Years ago I needed a surgery for which I could choose the date. I waited until November, when I had reached my out-of-pocket maximum and would not have to pay the considerable co-pay for the surgery. The hospital contacted my insurance provider ahead of time and got pre-authorization for payment. I had the surgery, and everything went as planned. As planned, I spent the night for observation and was released the next day.

Well, a few weeks later I got a bill from the hospital for more than $144,000. It turned out that when the secretary in the hospital had gotten pre-authorization, she had accidentally keyed in the code for out-patient surgery. Since I had spent the night (which is always done with that surgery), the surgery I had was not what was pre-authorized, and the insurance company was refusing to pay. The hospital was demanding that I therefore pay the full amount.

As you might guess, I protested, and after many phone calls, the company agreed to let my payment await further discussions with the insurance company. (It was not until much later that I learned that under the law, when the hospital makes a mistake like that, it has to eat the full cost of the surgery.
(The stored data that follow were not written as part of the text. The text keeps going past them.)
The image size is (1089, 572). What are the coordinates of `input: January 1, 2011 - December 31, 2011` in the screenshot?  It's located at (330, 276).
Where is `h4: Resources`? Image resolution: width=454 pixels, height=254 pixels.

They were trying to trick me into paying something I did not owe.) Two years later I was notified that the insurance company had decided to pay the bill, and it was resubmitted. Of course, they waited until the beginning of the year to do this, so I was billed for the full co-pay. I protested that the billing should be based on the surgery date, when I would not have had a co-pay, but I eventually lost that argument. I am sure the hospital and insurance company agreed to settle case this way, knowing that forcing me to pay the co-pay would essentially be forcing me to pay the actual cost of the surgery. Everybody won but me.
 
My partner fell off a ladder and broke her arm just below the shoulder. Required an overnight stay at the hospital, emergency surgery and pins and a plate to put it all back together. Total cost to her $0. Total cost for annual medical insurance $0. Yes I know it comes out of taxes, but so do roads, our military and other things we use as a community. While it is certainly not perfect I can't imagine living in a user pay system for medical care??
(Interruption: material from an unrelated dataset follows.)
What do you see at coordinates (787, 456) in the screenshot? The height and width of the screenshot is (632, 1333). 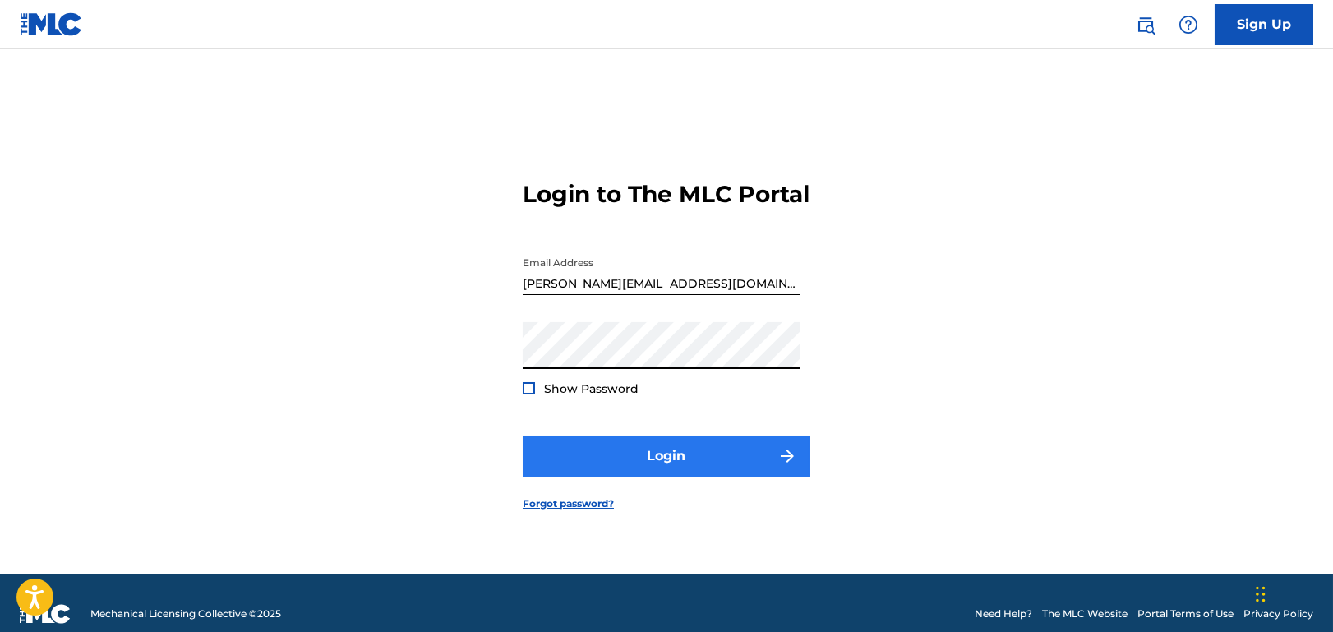 I see `img: f7272a7cc735f4ea7f67.svg` at bounding box center [787, 456].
I am related to someone that had a daughter with a one in ten million disease that required months in children's hospital and surgery by a Swiss doctor to mitigate. That same someone suffered a spinal stroke some years later and is now paraplegic. They are a regular working class family - in Canada they had significant expenses related to all of this, but the medical bills were all $0. I imagine bankruptcy or even death would have been the likely outcome for them in a private insurance jurisdiction.
 
Family member was recently involved in a motor vehicle accident where the Air bags deployed. EMS ride to emergency room. Treatment was band aids, ice and I think tylenol. Total time in ER: under 3.5 hours.

Diagnostics performed (that I know of):
Examination by ER doc
X-ray
Cat scan
Probably blood tests of some sort,

Result: found no discernable injuries other than bruising, skin abrasion, prescribed pain killers. Immediately sent home.
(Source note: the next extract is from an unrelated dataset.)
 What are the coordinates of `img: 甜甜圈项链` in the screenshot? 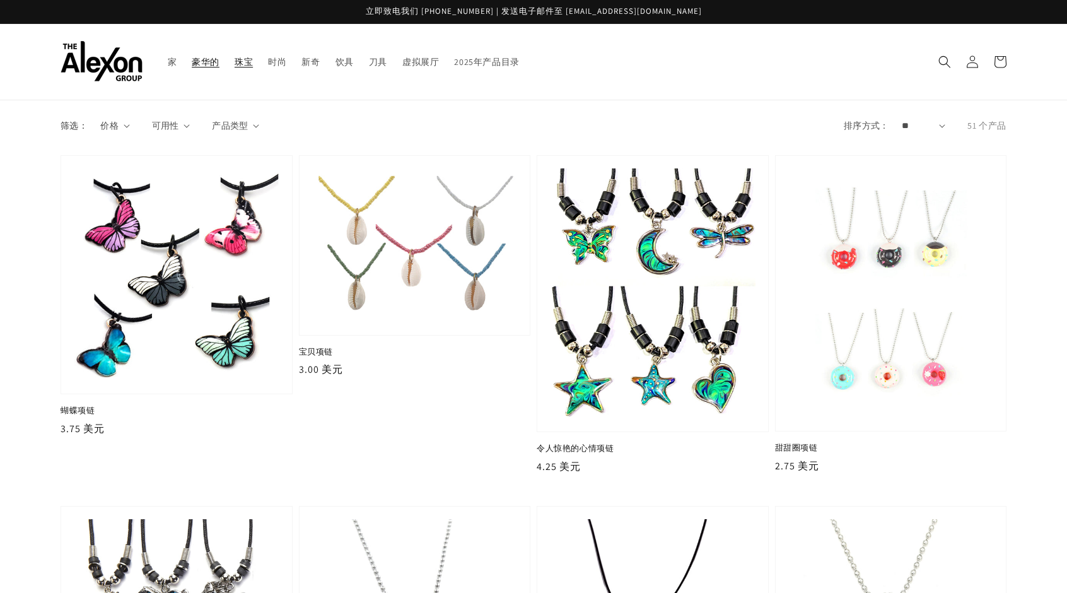 It's located at (891, 293).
Hospital bill alone was over 30 k!! EMS is extra.

It is beyond insane.

Other driver was at fault and their insurance will presumably pay. Does not negate the fact that the current situation with health care is insane in this country.
 
A friend of ours living in Canada was diagnosed a number of years ago with stage 4 cancer. She got immediate treatment and is doing fine now. She has so far paid exactly $0.00.
 
My recent open heart surgery bills totaled close to $200,000. I paid a $15 co-pay to the surgeon, and $75 for the local hospital's emergency room visit that was my first stop. That's it. I was able to select both the surgeon and the hospital, as well as choose the date for the surgery. I pay nothing for my health insurance, something NJ gives to certain retired employees with at least 25 years of service. I think I'm extremely fortunate in more ways than one. Other than the nicely healed scar that ruins my plans for modeling men's beach attire for women's magazines, I feel pretty good. A lot better than I did before the surgery in many respects. Things I had attributed to getting older were actually caused by restricted blood flow to the heart. Turns out I did not have a heart attack, just pain, so zero heart damage.